Briefly he thought of telling her that he had lived in this building for years, that he was Anatoly Pavlovich, Anatoly, Tolya, Tolik…. The cat stretched and crept away from the fifth-floor windowsill; the old woman watched him with a heavy, indifferent gaze. He noticed the ugly, hair-sprouting mole above her upper lip.
“Thank you,” he said after a silence. “I did get a bit sidetracked, but I finally know where I am.”
Without another glance, he turned away from his childhood and moved off into the deepening dusk. The city felt abandoned. He crossed a dank courtyard, followed a gloomy alley into a dead end, took a wrong turn, crossed another yard, this one piled high with broken furniture, emerged onto a poorly illuminated, quiet street, and no longer noticing where he was going, quickly walked past a decrepit church, a small garden, a basement converted into an art gallery, with posters in the pavement-level windows advertising some exhibition, a neighborhood bakery, already locked for the night… Then, abruptly, he stopped and retraced his steps, certain that it could not be, that his fleeting glimpse had misled him—yet all the same in need of a second, reassuring look.
It could not be, and yet it was. On the posters in the gallery windows, motley letters bobbed jarringly up and down, proclaiming: “L. B. Belkin. Moscow Through a Rainbow.”
The small print underneath announced that the gallery was open from eleven to six. Sukhanov’s watch still showed thirteen minutes past ten of some lost, forgotten day, but he recalled hearing seven strikes of a remote clock reverberating through some alley. Relieved to find the place closed, he peered into the windows—and was startled to see a light inside and, in its bright electric circle, the indistinct blur of paintings on a wall and, shockingly, Lev Belkin himself, wearing his old velveteen blazer and bow tie, talking to someone hidden from view.
He hesitated, then, resolving to wait, moved off into obscurity on the opposite side of the street. After a passage of time he no longer had the capacity to measure, the basement door opened, and out came Belkin, supporting the elbow of a neatly dressed old man with a shrunken, hauntingly familiar face. The door slammed behind them.
“Are you sure you won’t stay the night?” said Belkin, and his words rang through the empty street with the hollow emphasis of an actor on a booming stage. “My place isn’t much, but I do have a moth-eaten couch.”
“No, thank you, but no,” replied the old man. “I should be getting home.” The echoing walls amplified and carried his lisp, and all at once Sukhanov knew who he was—the chance passenger seated next to him on the nightmarish train that had delivered him from the crumbling darkness of the frescoed church to the paling dawn over the museum cell full of banished paintings. “You know how it is when work is calling, and unlike you young people, I don’t have much time left.
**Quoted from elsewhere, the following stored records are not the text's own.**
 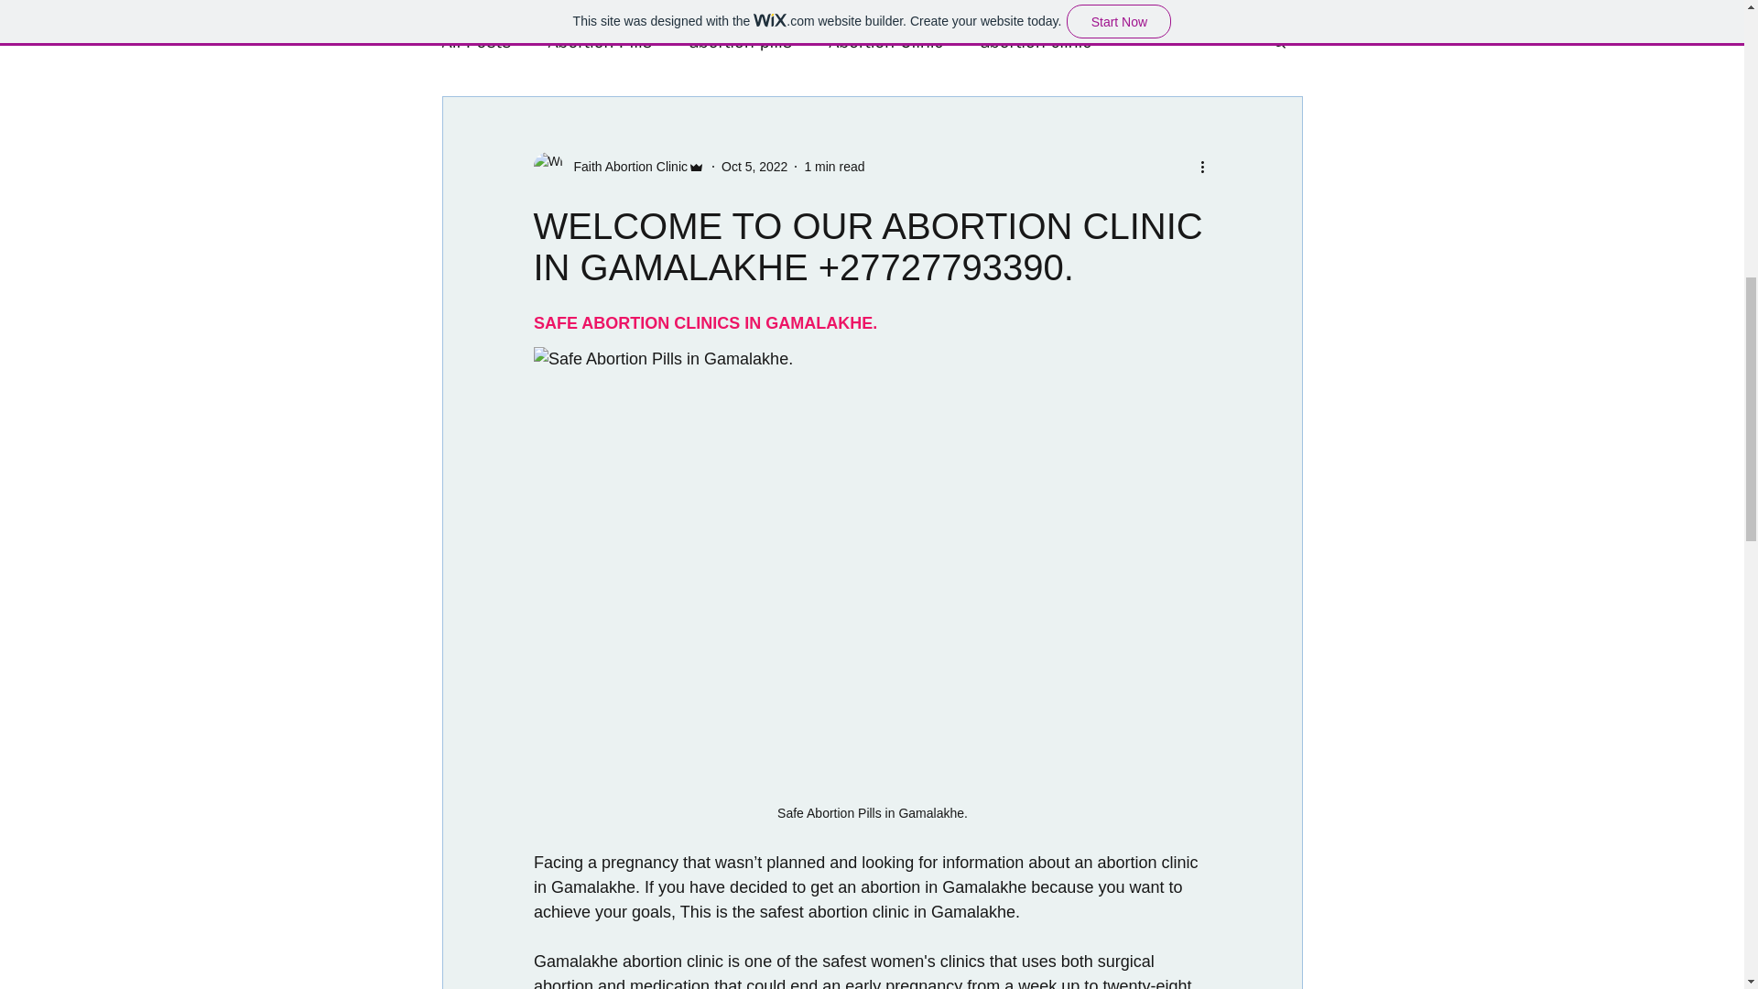 I want to click on Faith Abortion Clinic, so click(x=625, y=167).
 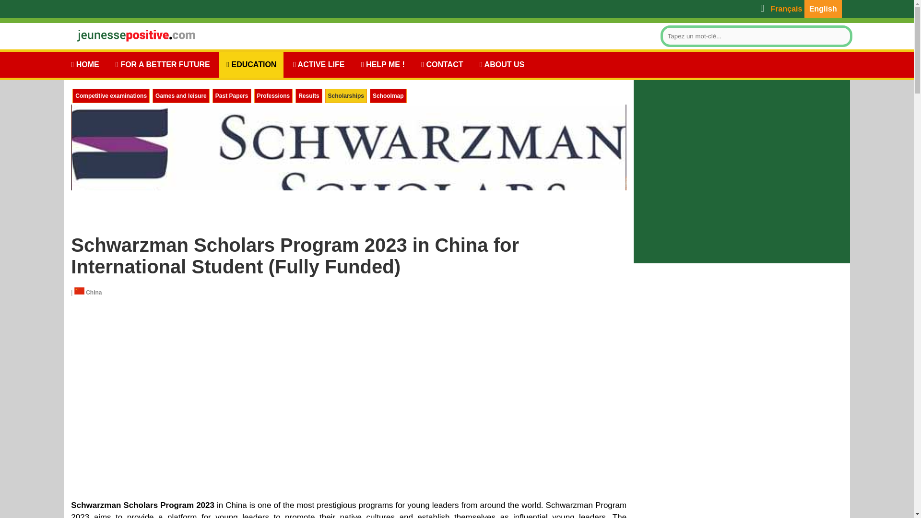 I want to click on HELP ME !, so click(x=383, y=65).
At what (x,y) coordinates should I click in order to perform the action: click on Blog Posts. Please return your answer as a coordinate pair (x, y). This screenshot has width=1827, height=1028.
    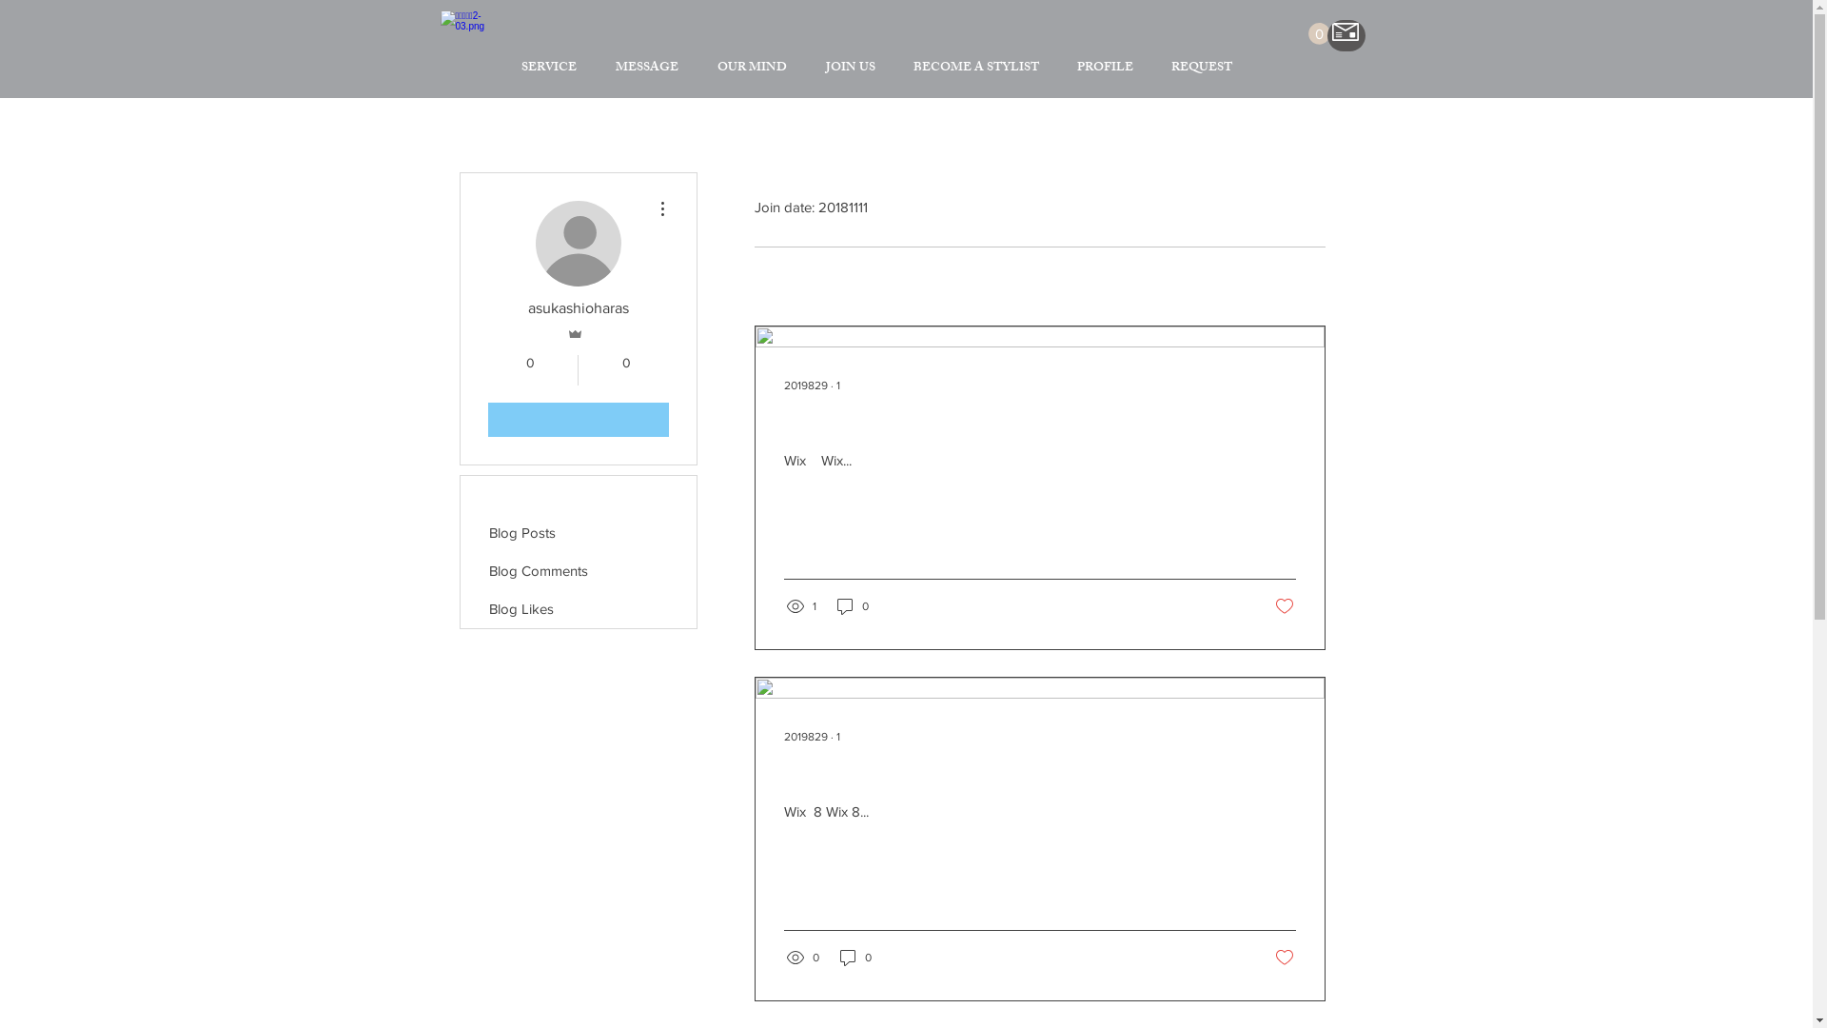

Most obliged to you for the tour of the gallery, it was highly illuminating.”
Lifting a hand to the brim of a nonexistent hat, the old man turned and shuffled away. Belkin called out, “Honored to meet you! The metro will be on your left!” and for a minute watched the man’s stooped back descend into the night; then, fishing out a handful of keys from his pocket, he bent to lock the door. Sukhanov remained still. In another moment, Belkin dropped his keys back into the velveteen depths of his blazer and strode down the street after the old man, whose painfully slow progress had already been obliterated by shadows.